If you walk regularly for exercise – good for you – but! In addition to “cardio” training, new research is showing that strength/resistance training is key for warding off heart disease, stroke, and type 2 diabetes. The latest research tells us that resistance training does much more than build strong muscles and bones.
A study published in 2017 in Medicine and Science in Sports and Exercise (MSSE) analyzed data from 35,000 women for more than a decade. (I love these studies that involve thousands of people for a long period of time.) Researchers found that those who performed resistance training had a 30 percent lower chance of being diagnosed with Type 2 diabetes than those who did not.

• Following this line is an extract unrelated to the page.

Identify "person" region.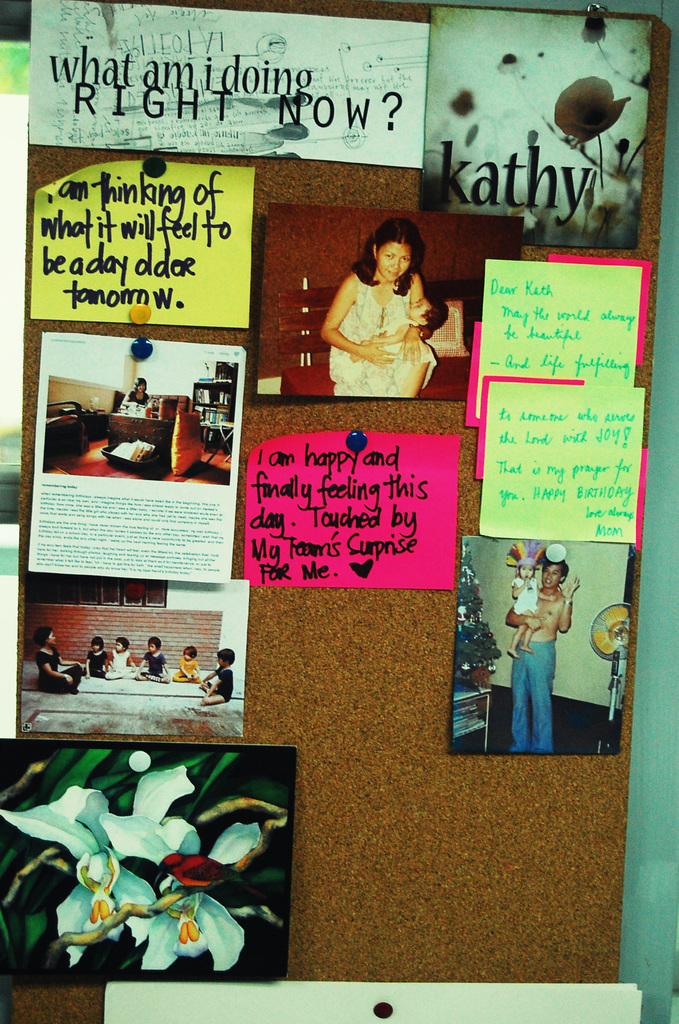
Region: bbox=[78, 645, 108, 668].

This is huge!
In addition, women who performed any amount of resistance training reduced their risk of cardiovascular disease (including heart attack, stroke or death from cardiovascular disease) by 17%.
Similarly, a 2019 study (also published is MSSE) found that strength training was associated with decreased cardiovascular disease, including heart attack and stroke, and increased longevity. In this study, which included 13,000 people performing resistance training for less than an hour per week was associated with roughly 40 to 70 percent decreased risk of cardiovascular disease and all-cause mortality – independent of any aerobic exercise.

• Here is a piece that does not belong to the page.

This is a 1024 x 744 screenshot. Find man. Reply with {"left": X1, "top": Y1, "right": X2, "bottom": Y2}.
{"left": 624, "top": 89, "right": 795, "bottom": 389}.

The scientific explanations for how resistance training works are too complicated for me to try to explain in this brief article, but here’s a simplified concept: Imagine you want to store your socks in a drawer. If you have a small storage bin, it’s only going to hold a certain number of socks, while if you have a larger bin, it will obviously hold more socks. Similarly, if you have small amounts of muscle, your bin for storing glucose (which the insulin in your body turns into energy) is too small, which causes serious issues. By building muscle mass, resistance training gives you larger bins with greater storage capacity to help prevent insulin resistance. The hormone insulin helps control the amount of sugar (glucose) in the blood. With insulin resistance, the body’s cells don’t respond normally to insulin. Glucose can’t enter the cells as easily, so it builds up in the blood. This can eventually lead to type 2 diabetes.
In other words, the larger your muscles, the greater your body’s capacity for glucose uptake. Increased muscle mass drives down the blood sugar circulating through your body.
So, if you are walking regularly for exercise – hooray! Hopefully this information will encourage you to add strength training to your exercise routine.